I am writing in response to the Jan. 7, 2026, article titled “Ward 8 Education Leaders and Community-Based Organizations Counter Proposed Changes to School-Based Mental Health Programming.” The article described the D.C. Department of Behavioral Health’s (DBH) plan to phase out contracts over the next two years for community-based organizations (CBOs) to provide school-based mental health services. As the School-Based Mental Health Director and a former school-based mental health therapist at Mary’s Center, I appreciate The Washington Informer reporting on this important issue. Community-based organizations like Mary’s Center bring continuity, trust, and integrated care to school-based mental health services — assets that cannot be replicated through direct government provision alone.
Mary’s Center has 22 clinicians, each working full time at one of our partner schools providing individual, group, and family therapy, conducting quarterly workshops for parents and teachers, providing crisis intervention support, consulting with teachers about student progress, running skill-building groups, and facilitating weekly prevention activities. Since Mary’s Center’s inception as a small clinic in 1988 to now operating as a Federally Qualified Health Center (FQHC) serving 65,000 people per year, we have garnered deep community trust as we have grown to meet changing community needs and serve patients with dignity and in a culturally responsive manner. Our social change model means that we are dedicated to connecting participants to an array of services based on their situation, including medical and dental care, public benefits and insurance enrollment assistance, domestic violence services, English-language classes, and so on. We also connect our students to our child and adolescent psychiatry service providers with whom we work closely. Because children and families can access all these services in the same place, their providers can collaborate to improve outcomes, reduce disparities, and increase efficiency of care. This level of collaboration would be lost if services were taken away from CBOs.
One of our school-based therapists had a complex case that illustrated the benefit of interconnected, holistic services. She received a referral from the school’s wellness team for a student who struggled with disruptive and antagonizing behaviors. Once therapy began, the student disclosed physical abuse and domestic violence occurring in the home, and a Child and Family Services Agency (CFSA) case was opened. The therapist quickly connected the student’s older sibling to our school-based therapist in their school. The therapist worked closely with the student’s mother to build trust and personally introduce her to our internal domestic violence advocate, case manager, and her own individual therapist. She also connected the mother to our home visiting program to support her youngest child, as well as perinatal, medical, and dental services, as the children were all overdue for their appointments. As this family was new to the United States and required considerable support accessing and navigating systems in the U.S., a group of seven Mary’s Center providers often worked closely together to coordinate and liaise services. A year after starting services, mother and children were living in a safe home; all children had the services they needed in school and were making great strides academically and socially, and the mother had a more solid support network.
Transitioning the D.C. Department of Behavioral Health School-Based Behavioral Health program away from CBOs would be a massive undertaking that is bound to be incredibly disruptive as current clinicians are pulled out of schools. The proposed plan will reduce the number of CBO contracts from 12 to a maximum of four in school year 2026-27, before removing all CBO positions in school year 2027-28. This would reduce Mary’s Center’s capacity to a quarter of what it was in school year 2024-25, when we served 662 students. Instead, we will only be able to serve an estimated 171 students. It is unclear how services for the remaining three-quarters of students will be transitioned to other providers, if at all. Not only that, but this would also be a loss of years of work that we have done to build relationships, infrastructure, and resources alongside our school partners.
We urge DBH to reconsider their plan. They do not need to end existing successful school-CBO partnerships that have proved to be working very well. The children and families served will feel the direct impact of that decision. Instead, we propose that all stakeholders, including administrators, students, parents, and school leaders, should come to the table together to make data-informed adjustments to our existing system. School-based mental health works best when it is rooted in trust, continuity, and collaboration. Community-based organizations are not a barrier to that vision — we are a cornerstone of it.
Carolyn Greenspan is director of the School-Based Mental Health program at Mary’s Center.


Each line of the records below that holds "elements" should be copied out.

+++

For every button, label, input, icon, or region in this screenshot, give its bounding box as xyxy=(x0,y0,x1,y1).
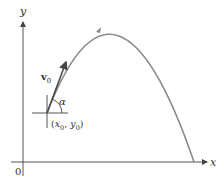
trajectory-curve xyxy=(47,34,194,162)
velocity-vector-label: v0 xyxy=(40,71,51,85)
x-axis-label: x xyxy=(210,156,217,169)
trajectory-diagram: y x 0 α v0 (x0, y0) xyxy=(0,0,224,181)
origin-label: 0 xyxy=(15,166,21,177)
launch-point-label: (x0, y0) xyxy=(51,118,84,132)
y-axis-label: y xyxy=(19,5,27,18)
angle-label: α xyxy=(59,96,66,107)
velocity-subscript: 0 xyxy=(47,77,51,85)
trajectory-direction-arrow xyxy=(96,27,101,33)
paren-close: ) xyxy=(80,118,84,129)
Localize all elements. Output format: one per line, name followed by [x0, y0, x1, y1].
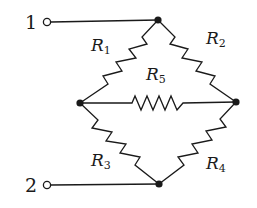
label-r1: R1	[91, 37, 111, 56]
label-r2: R2	[206, 30, 226, 49]
label-r4-symbol: R	[206, 153, 219, 173]
label-r5-symbol: R	[146, 64, 159, 84]
terminal-2-label: 2	[25, 176, 37, 195]
label-r2-subscript: 2	[219, 37, 226, 50]
terminal-2-icon	[43, 181, 50, 188]
resistor-r5	[80, 96, 236, 110]
label-r5-subscript: 5	[159, 73, 166, 86]
node-right	[232, 98, 239, 105]
label-r2-symbol: R	[206, 28, 219, 48]
wire-terminal-1	[51, 20, 158, 22]
node-left	[76, 99, 83, 106]
terminal-1-label: 1	[25, 13, 37, 32]
label-r1-symbol: R	[91, 35, 104, 55]
resistor-r1	[80, 20, 158, 103]
label-r3: R3	[91, 152, 111, 171]
node-top	[154, 16, 161, 23]
label-r5: R5	[146, 66, 166, 85]
label-r4: R4	[206, 155, 226, 174]
resistor-r3	[80, 103, 159, 184]
label-r1-subscript: 1	[104, 44, 111, 57]
wire-terminal-2	[51, 184, 159, 185]
label-r4-subscript: 4	[219, 162, 226, 175]
node-bottom	[155, 180, 162, 187]
label-r3-subscript: 3	[104, 159, 111, 172]
terminal-1-icon	[43, 18, 50, 25]
circuit-diagram: 1 2 R1 R2 R5 R3 R4	[0, 0, 257, 208]
label-r3-symbol: R	[91, 150, 104, 170]
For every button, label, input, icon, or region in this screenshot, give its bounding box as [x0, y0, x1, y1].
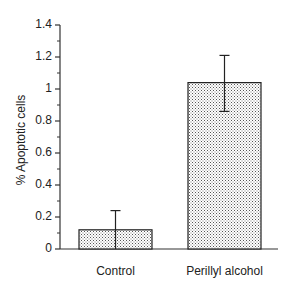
y-tick-label: 1.2 [35, 49, 52, 63]
y-tick-label: 0.8 [35, 113, 52, 127]
bar-chart: 00.20.40.60.811.21.4 ControlPerillyl alc… [0, 0, 291, 287]
y-tick-label: 1 [45, 81, 52, 95]
y-tick-label: 0.6 [35, 145, 52, 159]
y-tick-label: 0 [45, 241, 52, 255]
category-label: Control [96, 264, 135, 278]
y-tick-label: 1.4 [35, 17, 52, 31]
y-tick-label: 0.2 [35, 209, 52, 223]
category-label: Perillyl alcohol [186, 264, 263, 278]
y-axis-label: % Apoptotic cells [14, 95, 28, 186]
y-tick-label: 0.4 [35, 177, 52, 191]
y-axis: 00.20.40.60.811.21.4 [35, 17, 60, 255]
bars [79, 83, 261, 249]
category-labels: ControlPerillyl alcohol [96, 264, 263, 278]
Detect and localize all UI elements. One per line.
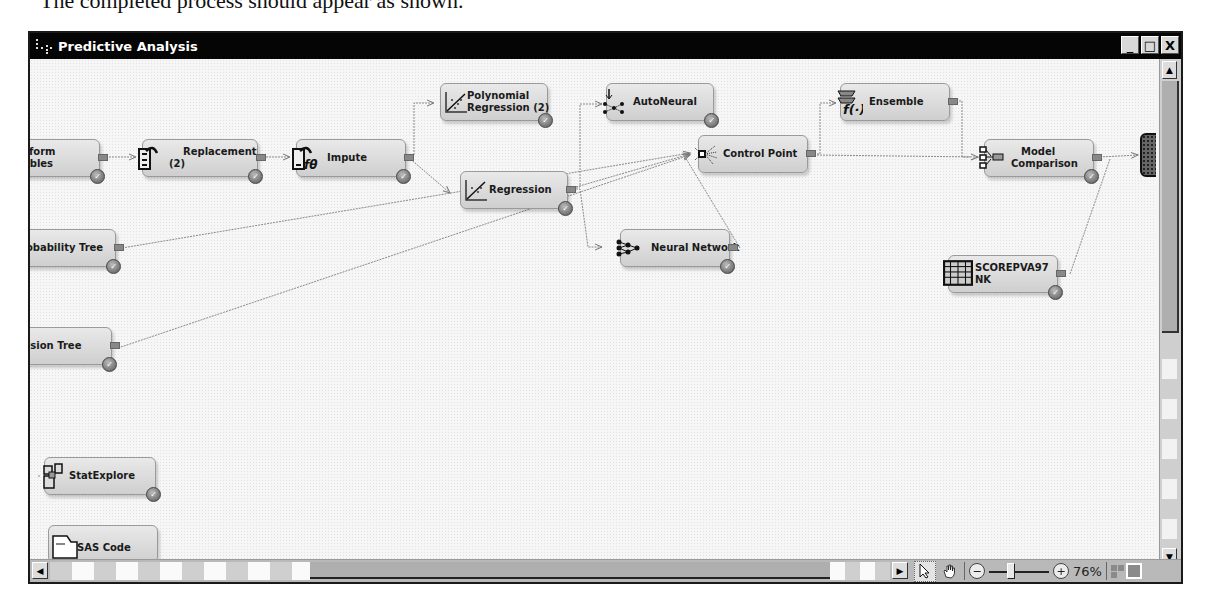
node-replacement[interactable]: Replacement(2) ✓ [142,139,258,177]
select-arrow-icon[interactable] [914,561,936,582]
node-label: SCOREPVA97 [975,262,1049,273]
node-regression[interactable]: Regression ✓ [460,171,568,209]
node-decision-tree[interactable]: cision Tree ✓ [30,327,112,365]
node-label: Model [1021,146,1055,157]
output-port[interactable] [256,154,266,161]
node-probability-tree[interactable]: robability Tree ✓ [30,229,116,267]
node-impute[interactable]: fθ Impute ✓ [296,139,406,177]
node-output-data-partial[interactable] [1140,133,1156,177]
node-ensemble[interactable]: f(·) Ensemble [840,83,950,121]
vertical-scroll-thumb[interactable] [1162,81,1179,333]
horizontal-scroll-track-right[interactable] [830,562,890,580]
status-check-icon: ✓ [558,201,573,216]
horizontal-scroll-track[interactable] [50,562,310,580]
node-control-point[interactable]: Control Point [698,135,808,173]
connection-lines [30,59,1156,568]
statexplore-icon [43,462,71,490]
status-check-icon: ✓ [248,169,263,184]
output-port[interactable] [404,154,414,161]
scroll-left-button[interactable]: ◀ [32,562,48,579]
status-check-icon: ✓ [90,169,105,184]
horizontal-scroll-thumb[interactable] [310,562,830,579]
zoom-slider[interactable] [989,562,1049,580]
node-label: StatExplore [69,470,135,481]
maximize-button[interactable]: □ [1141,36,1159,54]
output-port[interactable] [948,98,958,105]
status-check-icon: ✓ [106,259,121,274]
scroll-up-button[interactable]: ▲ [1162,61,1177,79]
vertical-scroll-track[interactable] [1162,339,1177,539]
node-label: ables [30,158,53,169]
minimize-button[interactable]: _ [1121,36,1139,54]
output-port[interactable] [806,150,816,157]
process-flow-icon [34,36,56,56]
node-label: AutoNeural [633,96,697,107]
node-label: Comparison [1011,158,1078,169]
bottom-toolbar: ◀ ▶ − + 76% [30,559,1181,582]
output-port[interactable] [728,244,738,251]
node-sas-code[interactable]: SAS Code [48,525,158,563]
status-check-icon: ✓ [704,113,719,128]
node-label: robability Tree [30,242,103,253]
predictive-analysis-window: Predictive Analysis _ □ X [28,31,1183,584]
impute-icon: fθ [291,144,319,172]
node-model-comparison[interactable]: ModelComparison ✓ [984,139,1094,177]
node-label: Neural Network [651,242,739,253]
node-label: SAS Code [77,542,131,553]
close-button[interactable]: X [1161,36,1179,54]
node-polynomial-regression[interactable]: PolynomialRegression (2) ✓ [440,83,548,121]
node-transform-variables[interactable]: sformables ✓ [30,139,100,177]
control-point-icon [693,140,721,168]
zoom-out-button[interactable]: − [969,563,985,579]
output-port[interactable] [110,342,120,349]
node-label: sform [30,146,56,157]
ensemble-icon: f(·) [835,88,863,116]
output-port[interactable] [98,154,108,161]
node-label: Control Point [723,148,797,159]
zoom-in-button[interactable]: + [1053,563,1069,579]
toolbar-separator [1106,562,1107,580]
data-table-icon [943,258,973,288]
node-label: Ensemble [869,96,923,107]
output-port[interactable] [566,186,576,193]
node-neural-network[interactable]: Neural Network ✓ [620,229,730,267]
node-label: NK [975,274,991,285]
node-label: Polynomial [467,90,529,101]
svg-text:f(·): f(·) [843,102,863,116]
status-check-icon: ✓ [1084,169,1099,184]
zoom-slider-knob[interactable] [1007,563,1015,579]
title-bar[interactable]: Predictive Analysis _ □ X [30,33,1181,59]
node-label: Regression [489,184,552,195]
replacement-icon [137,144,165,172]
output-port[interactable] [114,244,124,251]
node-label: Replacement [183,146,257,157]
node-score-data[interactable]: SCOREPVA97NK ✓ [948,255,1058,293]
toolbar-separator [964,562,965,580]
node-statexplore[interactable]: StatExplore ✓ [44,457,156,495]
neural-network-icon [615,234,643,262]
zoom-level: 76% [1073,564,1102,579]
status-check-icon: ✓ [720,259,735,274]
overview-toggle-icon[interactable] [1111,563,1142,579]
scroll-right-button[interactable]: ▶ [892,562,908,579]
node-label: Regression (2) [467,102,549,113]
node-label: Impute [327,152,367,163]
sas-code-icon [51,532,79,560]
model-comparison-icon [979,144,1007,172]
window-title: Predictive Analysis [58,39,198,54]
status-check-icon: ✓ [102,357,117,372]
regression-icon [463,176,491,204]
status-check-icon: ✓ [396,169,411,184]
pan-hand-icon[interactable] [940,562,960,581]
output-port[interactable] [1092,154,1102,161]
horizontal-scrollbar[interactable]: ◀ ▶ [30,561,910,581]
node-label: (2) [169,158,185,169]
node-label: cision Tree [30,340,81,351]
diagram-canvas[interactable]: sformables ✓ Replacement(2) ✓ fθ Impute [30,59,1156,568]
status-check-icon: ✓ [146,487,161,502]
output-port[interactable] [1056,270,1066,277]
vertical-scrollbar[interactable]: ▲ ▼ [1159,59,1181,568]
status-check-icon: ✓ [538,113,553,128]
instruction-caption: The completed process should appear as s… [40,0,463,14]
node-autoneural[interactable]: AutoNeural ✓ [606,83,714,121]
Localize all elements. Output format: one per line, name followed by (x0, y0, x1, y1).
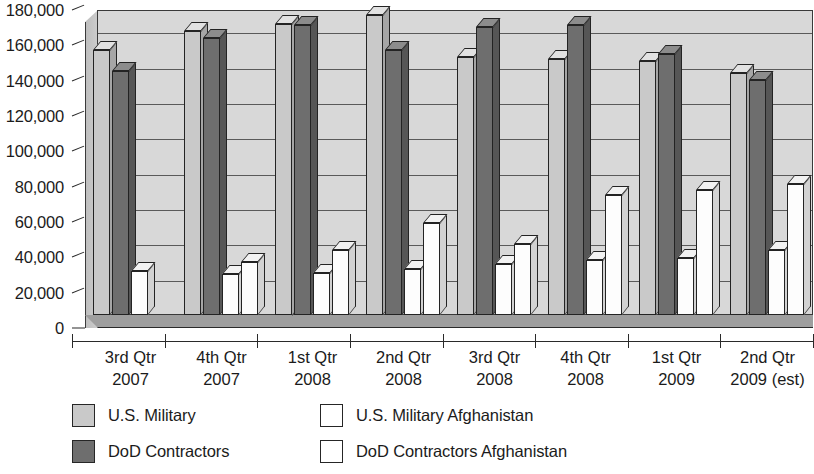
bar-face (605, 195, 622, 315)
x-label-quarter: 3rd Qtr (469, 348, 520, 366)
bar-dark (385, 50, 402, 315)
x-axis-labels: 3rd Qtr20074th Qtr20071st Qtr20082nd Qtr… (85, 346, 813, 398)
bar-group (631, 10, 722, 315)
x-label-quarter: 4th Qtr (560, 348, 610, 366)
bar-face (203, 38, 220, 315)
bar-light (457, 57, 474, 315)
legend-label: U.S. Military Afghanistan (356, 406, 533, 425)
bar-face (476, 27, 493, 315)
bar-face (639, 61, 656, 315)
bar-white1 (222, 274, 239, 315)
bar-face (677, 258, 694, 315)
legend-label: DoD Contractors (108, 442, 229, 461)
y-axis: 020,00040,00060,00080,000100,000120,0001… (0, 0, 72, 340)
bar-side (440, 214, 447, 315)
y-tick-mark (72, 217, 84, 223)
bar-face (457, 57, 474, 315)
bar-light (639, 61, 656, 315)
bar-face (658, 54, 675, 315)
bar-dark (294, 25, 311, 315)
y-tick-label: 120,000 (6, 107, 64, 126)
bar-white1 (677, 258, 694, 315)
bar-face (131, 271, 148, 315)
bar-dark (203, 38, 220, 315)
legend-swatch-icon (320, 440, 343, 463)
x-tick-mark (72, 334, 73, 348)
bar-group (85, 10, 176, 315)
bar-face (586, 260, 603, 315)
x-axis-category-label: 2nd Qtr2009 (est) (712, 346, 814, 390)
x-label-quarter: 4th Qtr (196, 348, 246, 366)
bar-white1 (404, 269, 421, 315)
bar-group (176, 10, 267, 315)
bar-white1 (131, 271, 148, 315)
bar-white2 (605, 195, 622, 315)
legend-dod-contractors[interactable]: DoD Contractors (72, 440, 229, 463)
bar-group (449, 10, 540, 315)
bar-face (313, 273, 330, 315)
bar-side (349, 241, 356, 315)
y-tick-mark (72, 111, 84, 117)
bar-light (275, 24, 292, 316)
bar-group (358, 10, 449, 315)
bar-side (713, 181, 720, 315)
y-tick-mark (72, 287, 84, 293)
bar-face (749, 80, 766, 315)
bar-side (622, 186, 629, 315)
bar-face (222, 274, 239, 315)
bar-face (332, 250, 349, 315)
x-label-quarter: 2nd Qtr (740, 348, 795, 366)
bar-face (423, 223, 440, 315)
bar-white2 (514, 244, 531, 315)
y-tick-mark (72, 5, 84, 11)
bar-group (540, 10, 631, 315)
bar-light (366, 15, 383, 315)
bar-light (548, 59, 565, 315)
bar-group (722, 10, 813, 315)
y-tick-label: 60,000 (15, 213, 64, 232)
bar-white1 (768, 250, 785, 315)
legend-us-military-afghanistan[interactable]: U.S. Military Afghanistan (320, 404, 533, 427)
y-tick-mark (72, 181, 84, 187)
x-label-quarter: 1st Qtr (652, 348, 702, 366)
y-tick-mark (72, 252, 84, 258)
legend-swatch-icon (72, 440, 95, 463)
y-tick-mark (72, 328, 85, 329)
bar-white2 (787, 184, 804, 315)
legend-swatch-icon (320, 404, 343, 427)
legend-us-military[interactable]: U.S. Military (72, 404, 196, 427)
y-tick-label: 160,000 (6, 36, 64, 55)
legend-label: U.S. Military (108, 406, 196, 425)
bar-group (267, 10, 358, 315)
bar-face (93, 50, 110, 315)
bar-light (93, 50, 110, 315)
bar-face (768, 250, 785, 315)
y-tick-label: 0 (55, 319, 64, 338)
bar-face (404, 269, 421, 315)
bar-face (514, 244, 531, 315)
bar-dark (112, 71, 129, 315)
bar-light (184, 31, 201, 315)
bar-face (730, 73, 747, 315)
bar-face (294, 25, 311, 315)
bar-face (385, 50, 402, 315)
bar-dark (476, 27, 493, 315)
y-tick-mark (72, 75, 84, 81)
y-tick-label: 180,000 (6, 1, 64, 20)
legend-label: DoD Contractors Afghanistan (356, 442, 567, 461)
y-tick-label: 100,000 (6, 142, 64, 161)
bar-dark (749, 80, 766, 315)
bar-dark (567, 25, 584, 315)
bar-white1 (586, 260, 603, 315)
bar-face (112, 71, 129, 315)
bar-side (531, 235, 538, 315)
legend-dod-contractors-afghanistan[interactable]: DoD Contractors Afghanistan (320, 440, 567, 463)
y-tick-label: 20,000 (15, 283, 64, 302)
bar-light (730, 73, 747, 315)
y-tick-mark (72, 40, 84, 46)
y-tick-label: 140,000 (6, 71, 64, 90)
bar-white2 (332, 250, 349, 315)
y-tick-label: 80,000 (15, 177, 64, 196)
bar-face (548, 59, 565, 315)
bar-side (258, 253, 265, 315)
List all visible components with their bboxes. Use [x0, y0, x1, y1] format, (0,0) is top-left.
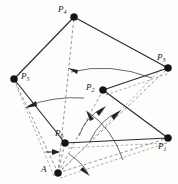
dashed-auxiliary-chords: [16, 64, 170, 178]
label-P1: P1: [158, 142, 167, 151]
polygon-solid-edges: [14, 17, 168, 143]
ray-A-P3: [58, 68, 168, 173]
label-P4: P4: [58, 5, 67, 14]
vertex-P4[interactable]: [70, 13, 77, 20]
dashed-radial-rays: [14, 17, 168, 173]
chord-P5-A-outer: [16, 85, 54, 176]
vertex-P5[interactable]: [10, 75, 17, 82]
label-P6: P6: [55, 129, 64, 138]
geometric-figure: A P1 P2 P3 P4 P5 P6: [0, 0, 178, 184]
tick-arrowhead-P6-left: [52, 149, 60, 155]
vertex-A[interactable]: [54, 169, 61, 176]
arrowhead-P4: [68, 68, 78, 74]
edge-P3-P2: [103, 68, 168, 90]
ray-A-P4: [58, 17, 74, 173]
vertex-P6[interactable]: [61, 139, 68, 146]
ray-A-P6: [58, 143, 65, 173]
edge-P4-P3: [74, 17, 168, 68]
label-P5: P5: [21, 72, 30, 81]
vertex-P1[interactable]: [164, 134, 171, 141]
vertex-P3[interactable]: [164, 64, 171, 71]
chord-P2-P3-aux: [106, 73, 170, 95]
label-A: A: [41, 165, 47, 174]
vertex-P2[interactable]: [99, 86, 106, 93]
vertex-dots: [10, 13, 171, 176]
arrow-heads: [25, 68, 121, 176]
label-P3: P3: [157, 53, 166, 62]
arrowhead-P5: [25, 101, 37, 108]
diagram-canvas: [0, 0, 178, 184]
edge-P5-P4: [14, 17, 74, 79]
arc-P4-sector: [71, 68, 152, 78]
label-P2: P2: [86, 83, 95, 92]
edge-P1-P6: [65, 138, 168, 143]
tick-markers: [46, 149, 60, 155]
edge-P2-P1: [103, 90, 168, 138]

+++

### Task solution
Localize all elements. Output format: one per line, name followed by [x0, y0, x1, y1].
Detect and localize all UI elements. One per line.
Localize all elements. Output format: one per line, name followed by (x0, y0, x1, y1).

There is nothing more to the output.